Who Needs a Meeting Agenda?
Every successful conference call starts with a meeting agenda.
- Before the call, the agenda informs participants what they need to prepare
- During the call, the agenda keeps discussions on-topic and on-time
- After the call, the agenda is a reference, documenting outcomes and assignments
A functional agenda does more than just list items—it drives effective action. But one size doesn’t fit all. Meetings are called for various reasons. An effective agenda is structured to help accomplish the team’s needs. Whether that is to assess work status, prep for a project, address urgent problems, or review completed accomplishments. The right meeting agenda will not only keep your conference call or online meeting on time and organized, but can help facilitate project success.
Here are some of the best agenda templates we’ve found to meet a variety of your conference call needs.
Meeting Agenda For Conference Calls That Require Preparation
This template accompanies a smart tutorial on effective meetings by organizational psychologist Roger Schwartz. His agenda template contains three simple columns—topic, preparation needed, and proposed process. Fore each topic, include which team member is responsible, why the topic is included, and the time allotted. [Harvard Business Review]
Meeting Agenda for Conference Calls About Urgent Problems
When you need to problem solve on the spot, discussion and action must happen together. Use this template. Items included are a situation report, a solution constraints discussion, brainstorming, and next steps. This template is from Lucid Meetings, a consulting firm that helps companies have better meetings. [Lucid Meetings]
Meeting Agenda for Conference Calls with Many Action Items
This template is the one marketing expert Daniel Burstein uses. Along with agenda items, it dedicates space to action items—including who is responsible and the due date. This serves as both an agenda and documentation. [MarketingSherpa]
Meeting Agenda For Conference Calls That Require Robust Documentation
An extensive, three-page agenda. Page one covers the details and planned topics of the meeting. Page two is for noting items that should be covered at the next meeting. Page three is a place to document the meeting’s minutes. [4Good]

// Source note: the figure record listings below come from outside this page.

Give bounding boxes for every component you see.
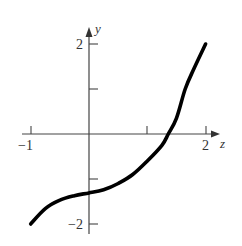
chart: −1 2 2 −2 y z — [0, 0, 242, 246]
x-axis-label: z — [219, 136, 225, 151]
x-tick-label-2: 2 — [202, 138, 209, 153]
x-tick-label-neg1: −1 — [18, 138, 33, 153]
y-axis-arrow-icon — [86, 27, 93, 37]
y-tick-label-neg2: −2 — [68, 217, 83, 232]
x-axis-arrow-icon — [211, 131, 220, 138]
y-tick-label-2: 2 — [76, 37, 83, 52]
y-axis-label: y — [93, 21, 101, 36]
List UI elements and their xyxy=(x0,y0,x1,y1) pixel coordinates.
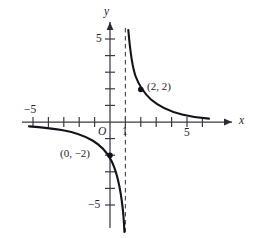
origin-label: O xyxy=(98,126,106,138)
x-tick-label-5: 5 xyxy=(184,127,190,139)
x-tick-label-1: 1 xyxy=(122,126,128,138)
curve-right-branch xyxy=(128,30,209,119)
point-marker-0-neg2 xyxy=(107,152,113,158)
y-axis xyxy=(107,22,114,228)
x-tick-label-neg5: −5 xyxy=(24,104,36,116)
annotation-point-0-neg2: (0, −2) xyxy=(60,148,90,159)
y-tick-label-5: 5 xyxy=(96,33,102,45)
x-axis-label: x xyxy=(239,115,244,127)
y-axis-label: y xyxy=(104,6,109,18)
y-tick-label-neg5: −5 xyxy=(88,199,100,211)
plot-canvas xyxy=(0,0,266,238)
annotation-point-2-2: (2, 2) xyxy=(147,81,171,92)
math-figure: x y O −5 1 5 5 −5 (2, 2) (0, −2) xyxy=(0,0,266,238)
point-marker-2-2 xyxy=(138,87,144,93)
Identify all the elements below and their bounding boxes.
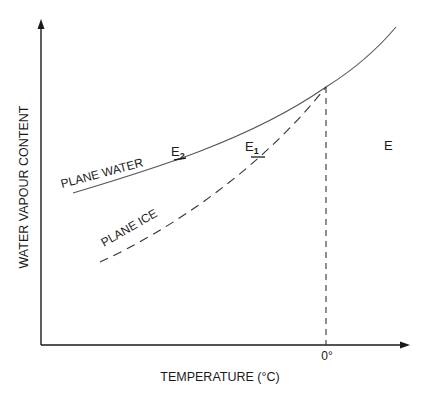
e2-subscript: 2 xyxy=(180,151,185,161)
e2-label: E2 xyxy=(171,144,185,161)
e1-label: E1 xyxy=(245,139,259,156)
e1-letter: E xyxy=(245,139,254,154)
x-axis-arrow-icon xyxy=(400,342,410,349)
y-axis-arrow-icon xyxy=(38,19,45,29)
diagram-canvas: WATER VAPOUR CONTENT TEMPERATURE (°C) 0°… xyxy=(0,0,427,399)
plane-water-label: PLANE WATER xyxy=(59,155,145,191)
x-axis-label: TEMPERATURE (°C) xyxy=(160,370,279,384)
plane-ice-label: PLANE ICE xyxy=(99,206,160,249)
e1-subscript: 1 xyxy=(254,146,259,156)
x-tick-zero: 0° xyxy=(321,349,333,363)
e2-letter: E xyxy=(171,144,180,159)
y-axis-label: WATER VAPOUR CONTENT xyxy=(17,105,31,268)
e-label: E xyxy=(384,138,393,153)
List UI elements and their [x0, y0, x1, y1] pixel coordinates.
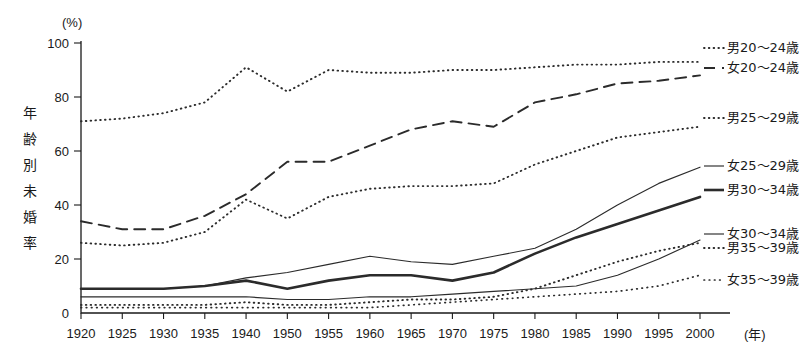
chart-legend: 男20～24歳女20～24歳男25～29歳女25～29歳男30～34歳女30～3…: [704, 40, 799, 287]
series-line-5: [81, 240, 700, 299]
y-tick-label: 40: [55, 198, 69, 213]
series-line-1: [81, 75, 700, 229]
y-tick-label: 100: [47, 36, 69, 51]
y-axis-title-char: 別: [23, 157, 37, 173]
y-axis-title-char: 年: [23, 105, 37, 121]
x-tick-label: 1970: [438, 326, 467, 341]
y-axis-unit-label: (%): [62, 15, 82, 30]
x-tick-label: 1955: [314, 326, 343, 341]
chart-container: (%) 年齢別未婚率 020406080100 1920192519301935…: [0, 0, 804, 350]
y-tick-label: 20: [55, 252, 69, 267]
y-axis-title: 年齢別未婚率: [23, 105, 37, 251]
legend-label-7: 女35～39歳: [727, 272, 799, 287]
y-axis-title-char: 率: [23, 235, 37, 251]
x-tick-label: 1960: [355, 326, 384, 341]
y-tick-label: 60: [55, 144, 69, 159]
y-axis-title-char: 齢: [23, 131, 37, 147]
line-chart: (%) 年齢別未婚率 020406080100 1920192519301935…: [0, 0, 804, 350]
legend-label-1: 女20～24歳: [727, 60, 799, 75]
x-tick-label: 1935: [190, 326, 219, 341]
x-tick-label: 1930: [149, 326, 178, 341]
series-line-7: [81, 275, 700, 307]
y-axis-title-char: 婚: [23, 209, 37, 225]
legend-label-6: 男35～39歳: [727, 240, 799, 255]
legend-label-2: 男25～29歳: [727, 110, 799, 125]
x-tick-label: 1925: [108, 326, 137, 341]
y-axis-title-char: 未: [23, 183, 37, 199]
x-tick-label: 1990: [603, 326, 632, 341]
x-tick-label: 2000: [686, 326, 715, 341]
x-axis-unit: (年): [744, 327, 766, 342]
legend-label-3: 女25～29歳: [727, 158, 799, 173]
legend-label-4: 男30～34歳: [727, 182, 799, 197]
x-tick-label: 1995: [644, 326, 673, 341]
x-axis-ticks: 1920192519301935194019501955196019651970…: [67, 313, 715, 341]
y-axis-ticks: 020406080100: [47, 36, 81, 321]
y-axis-unit: (%): [62, 15, 82, 30]
x-tick-label: 1985: [562, 326, 591, 341]
x-tick-label: 1980: [520, 326, 549, 341]
legend-label-5: 女30～34歳: [727, 226, 799, 241]
legend-label-0: 男20～24歳: [727, 40, 799, 55]
y-tick-label: 0: [62, 306, 69, 321]
x-axis-unit-label: (年): [744, 327, 766, 342]
x-tick-label: 1950: [273, 326, 302, 341]
y-tick-label: 80: [55, 90, 69, 105]
x-tick-label: 1975: [479, 326, 508, 341]
x-tick-label: 1920: [67, 326, 96, 341]
series-line-0: [81, 62, 700, 121]
x-tick-label: 1940: [232, 326, 261, 341]
data-series-group: [81, 62, 700, 308]
series-line-6: [81, 243, 700, 305]
x-tick-label: 1965: [397, 326, 426, 341]
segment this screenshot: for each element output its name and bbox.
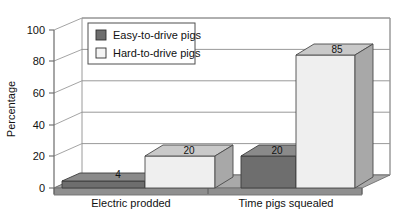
depth-line-20: [54, 144, 82, 156]
bar-g1-hard-front: [145, 156, 215, 188]
legend-label-hard-to-drive: Hard-to-drive pigs: [113, 47, 201, 59]
legend-swatch-easy-to-drive-icon: [96, 30, 106, 40]
y-tick-label-60: 60: [33, 87, 45, 99]
bar-chart-3d: 100 80 60 40 20 0 Percentage 4 20: [0, 0, 415, 220]
bar-value-g1-hard: 20: [183, 145, 195, 156]
y-tick-label-20: 20: [33, 150, 45, 162]
x-category-label-1: Electric prodded: [91, 197, 171, 209]
legend-swatch-hard-to-drive-icon: [96, 48, 106, 58]
bar-g2-easy-front: [241, 156, 296, 188]
legend-label-easy-to-drive: Easy-to-drive pigs: [113, 29, 202, 41]
chart-container: 100 80 60 40 20 0 Percentage 4 20: [0, 0, 415, 220]
y-tick-label-0: 0: [39, 182, 45, 194]
y-axis: 100 80 60 40 20 0 Percentage: [5, 24, 54, 194]
bar-g1-easy-front: [62, 181, 145, 188]
y-tick-label-80: 80: [33, 55, 45, 67]
bar-g2-hard-front: [296, 55, 355, 188]
bar-value-g2-hard: 85: [331, 44, 343, 55]
y-axis-title: Percentage: [5, 81, 17, 137]
y-tick-label-100: 100: [27, 24, 45, 36]
x-category-label-2: Time pigs squealed: [239, 197, 334, 209]
depth-line-80: [54, 49, 82, 61]
depth-line-40: [54, 112, 82, 125]
legend: Easy-to-drive pigs Hard-to-drive pigs: [88, 23, 202, 64]
bar-value-g1-easy: 4: [115, 169, 121, 180]
bar-g2-hard-to-drive[interactable]: 85: [296, 44, 373, 188]
left-wall-depth-lines: [54, 18, 82, 188]
y-axis-ticks: [49, 30, 54, 188]
bar-g2-hard-side: [355, 44, 373, 188]
bar-g1-hard-to-drive[interactable]: 20: [145, 145, 233, 188]
y-tick-label-40: 40: [33, 119, 45, 131]
depth-line-100: [54, 18, 82, 30]
depth-line-60: [54, 81, 82, 93]
bar-value-g2-easy: 20: [271, 145, 283, 156]
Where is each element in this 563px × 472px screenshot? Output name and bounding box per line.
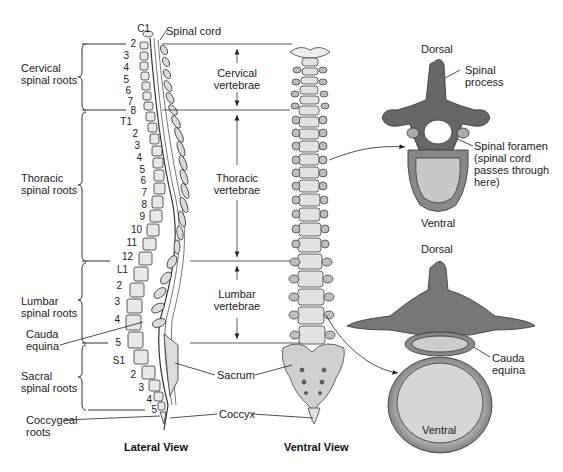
- spinal-cord-label: Spinal cord: [166, 25, 221, 37]
- cauda-equina-lateral-label: Cauda equina: [26, 328, 59, 352]
- sacral-spinal-roots-label: Sacral spinal roots: [21, 370, 77, 394]
- lumbar-ventral-label: Ventral: [422, 424, 456, 436]
- coccyx-label: Coccyx: [219, 408, 255, 420]
- cervical-vertebrae-label: Cervical vertebrae: [206, 67, 268, 91]
- lateral-view-title: Lateral View: [124, 441, 188, 453]
- thoracic-ventral-label: Ventral: [421, 217, 455, 229]
- ventral-spine: [282, 47, 344, 424]
- thoracic-vertebrae-label: Thoracic vertebrae: [206, 172, 268, 196]
- thoracic-dorsal-label: Dorsal: [421, 43, 453, 55]
- cauda-equina-cross-section-label: Cauda equina: [492, 352, 525, 376]
- lumbar-spinal-roots-label: Lumbar spinal roots: [21, 295, 77, 319]
- lumbar-vertebrae-label: Lumbar vertebrae: [206, 288, 268, 312]
- lumbar-dorsal-label: Dorsal: [421, 243, 453, 255]
- thoracic-spinal-roots-label: Thoracic spinal roots: [21, 172, 77, 196]
- spinal-process-label: Spinal process: [465, 64, 504, 88]
- ventral-view-title: Ventral View: [284, 441, 349, 453]
- coccygeal-roots-label: Coccygeal roots: [26, 414, 77, 438]
- spinal-foramen-label: Spinal foramen (spinal cord passes throu…: [474, 140, 549, 188]
- cervical-spinal-roots-label: Cervical spinal roots: [21, 62, 77, 86]
- sacrum-label: Sacrum: [217, 369, 255, 381]
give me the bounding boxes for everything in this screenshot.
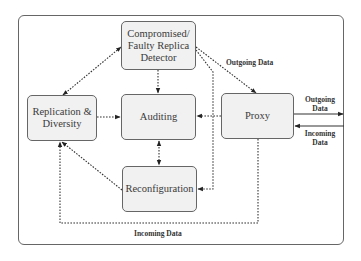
node-reconfiguration: Reconfiguration bbox=[122, 166, 197, 212]
label-proxy-incoming: Incoming Data bbox=[302, 129, 338, 147]
node-detector-line3: Detector bbox=[127, 52, 189, 64]
node-detector-line2: Faulty Replica bbox=[127, 40, 189, 52]
node-detector-line1: Compromised/ bbox=[127, 28, 189, 40]
edge-reconfiguration-replication bbox=[62, 142, 122, 190]
label-proxy-incoming-line1: Incoming bbox=[302, 129, 338, 138]
label-proxy-outgoing-line1: Outgoing bbox=[302, 95, 338, 104]
node-replication-line1: Replication & bbox=[32, 106, 91, 118]
label-proxy-outgoing: Outgoing Data bbox=[302, 95, 338, 113]
node-proxy-label: Proxy bbox=[245, 110, 270, 122]
label-detector-proxy: Outgoing Data bbox=[226, 58, 273, 67]
node-auditing-label: Auditing bbox=[140, 111, 177, 123]
node-auditing: Auditing bbox=[121, 94, 196, 140]
label-proxy-incoming-line2: Data bbox=[302, 138, 338, 147]
node-replication-line2: Diversity bbox=[32, 118, 91, 130]
edge-detector-proxy bbox=[196, 47, 256, 93]
node-proxy: Proxy bbox=[221, 93, 294, 139]
edge-replication-detector bbox=[63, 47, 121, 95]
node-replication: Replication & Diversity bbox=[27, 95, 97, 141]
edge-detector-reconfiguration bbox=[196, 50, 213, 189]
node-detector: Compromised/ Faulty Replica Detector bbox=[121, 21, 196, 70]
label-proxy-replication: Incoming Data bbox=[134, 229, 182, 238]
label-proxy-outgoing-line2: Data bbox=[302, 104, 338, 113]
node-reconfiguration-label: Reconfiguration bbox=[125, 183, 193, 195]
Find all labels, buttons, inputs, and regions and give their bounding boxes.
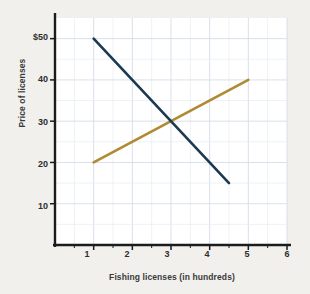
supply-demand-chart: Price of licenses $50 40 30 20 10 1 2 3 … [0,0,310,294]
plot-area [0,0,310,294]
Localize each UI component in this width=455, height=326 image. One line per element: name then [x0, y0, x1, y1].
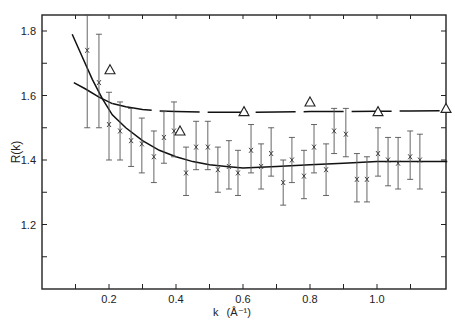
x-axis-label-unit: (Å⁻¹) — [227, 306, 251, 318]
y-axis-label: R(k) — [9, 141, 23, 164]
x-tick-label: 1.0 — [369, 293, 384, 305]
y-tick-label: 1.2 — [21, 219, 36, 231]
triangle-marker-icon — [175, 126, 185, 135]
triangle-marker-icon — [441, 103, 451, 112]
triangle-marker-icon — [105, 65, 115, 74]
triangle-marker-icon — [239, 107, 249, 116]
x-tick-label: 0.6 — [235, 293, 250, 305]
error-bars — [84, 15, 423, 205]
solid-fit-curve — [72, 34, 447, 168]
x-tick-label: 0.2 — [101, 293, 116, 305]
x-axis-label: k (Å⁻¹) — [213, 306, 251, 318]
x-tick-label: 0.8 — [302, 293, 317, 305]
triangle-marker-icon — [305, 97, 315, 106]
axis-ticks — [42, 15, 446, 289]
data-markers — [85, 48, 451, 185]
y-tick-label: 1.6 — [21, 90, 36, 102]
dashed-fit-curve — [112, 104, 447, 113]
chart: 0.20.40.60.81.01.21.41.61.8 k (Å⁻¹) R(k) — [0, 0, 455, 326]
x-axis-label-main: k — [213, 306, 219, 318]
axis-tick-labels: 0.20.40.60.81.01.21.41.61.8 — [21, 25, 385, 305]
plot-frame — [42, 15, 446, 289]
fit-curves — [72, 34, 447, 168]
x-tick-label: 0.4 — [168, 293, 183, 305]
solid-fit-curve — [74, 83, 113, 104]
y-tick-label: 1.8 — [21, 25, 36, 37]
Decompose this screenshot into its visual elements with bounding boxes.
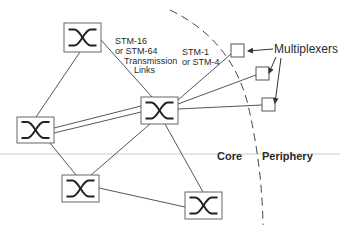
link-bottomleft-bottomright xyxy=(99,188,185,207)
access-link-label-1: STM-1 xyxy=(182,47,209,57)
link-left-center-b xyxy=(54,112,141,133)
link-left-center-a xyxy=(54,106,141,128)
multiplexers-label: Multiplexers xyxy=(274,42,338,56)
link-center-mux3 xyxy=(178,105,262,109)
periphery-label: Periphery xyxy=(262,150,314,162)
multiplexer-2 xyxy=(256,67,269,80)
core-link-label-2: or STM-64 xyxy=(115,46,158,56)
core-link-label-1: STM-16 xyxy=(115,36,147,46)
multiplexer-1 xyxy=(231,44,244,57)
switch-top xyxy=(64,23,101,52)
access-link-label-2: or STM-4 xyxy=(182,57,220,67)
switch-bottom-left xyxy=(62,175,99,202)
switch-left xyxy=(17,117,54,143)
link-left-bottomleft xyxy=(50,143,76,175)
link-center-bottomright xyxy=(165,124,203,192)
arrow-icon xyxy=(248,49,273,51)
core-label: Core xyxy=(217,150,242,162)
link-center-bottomleft xyxy=(91,124,150,175)
multiplexer-3 xyxy=(262,98,275,111)
arrow-icon xyxy=(275,58,281,103)
core-link-label-4: Links xyxy=(134,65,156,75)
network-diagram: STM-16 or STM-64 Transmission Links STM-… xyxy=(0,0,340,233)
switch-center xyxy=(141,97,178,124)
link-top-left xyxy=(36,52,80,117)
arrow-icon xyxy=(269,57,276,73)
switch-bottom-right xyxy=(185,192,222,219)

Meeting Agenda For Conference Calls By Project or Product Manager
This combination agenda and minutes template is designed for project or product managers. It includes dedicated areas for both opportunities and risks. [TechWhirl] This agenda works well during a video conference where engaging debate will be had and should be documented.
Meeting Agenda For All-Hands Company Conference Calls
Company meetings are a unique case—they must be heavily stage-managed to keep the entire agency interested without omitting important information. This agenda template organizes meeting sections by business area. It should work for most companies. Read the accompanying article with tips for CEOs on how to run these meetings. [Geckoboard]
General Conference Call Meeting Agenda Templates
These agenda templates aren’t designed for a specific type of meeting or topic. If none of the categories above fit your conference call type, or if you want something simple, choose one of these.
Classic Meeting Agenda: A basic outline that feels simple and casual. [Microsoft Office].
Business Meeting Agenda: This formal agenda has a column for the beginning and end times of agenda items, to help keep the meeting on track. [Microsoft Office]
Meeting Minutes: This template serves as both a formal agenda and a recap document. [Microsoft Office]
Modern Meeting Agenda: This template is set up as a conference agenda, but can be altered for any meeting. Of the Microsoft templates, this has the most modern, clean look. [Microsoft Office]
Branded Meeting Agenda: This template is organized in outline form. It has space to include a company logo. [Smartsheet]
Conference Call Meeting Agenda: This template includes an area for details specific to conference calls. [Smartsheet]
Action Item Checklist Template: A basic agenda with a line for each item, with how long that item’s supposed to be talked about and who is responsible for it. If you use Evernote you can save this to the program. [Evernote]
Designing Your Meeting Template
Your meeting agenda also sends important signals about how you want the conference call or video conference to feel. If you want a more free-flowing conversation, keep the agenda light. If you have a lot to get through, you’ll want a more detailed and air-tight agenda.
The design of your agenda should match the meeting’s tone. A get-to-know-you meeting or a simple check-in might have a casual, even whimsical agenda design. But consequential calls like performance reviews or audit report presentations require more formal agendas.
Choose the agenda template that fits your conference call or online meeting and drive success from the very start.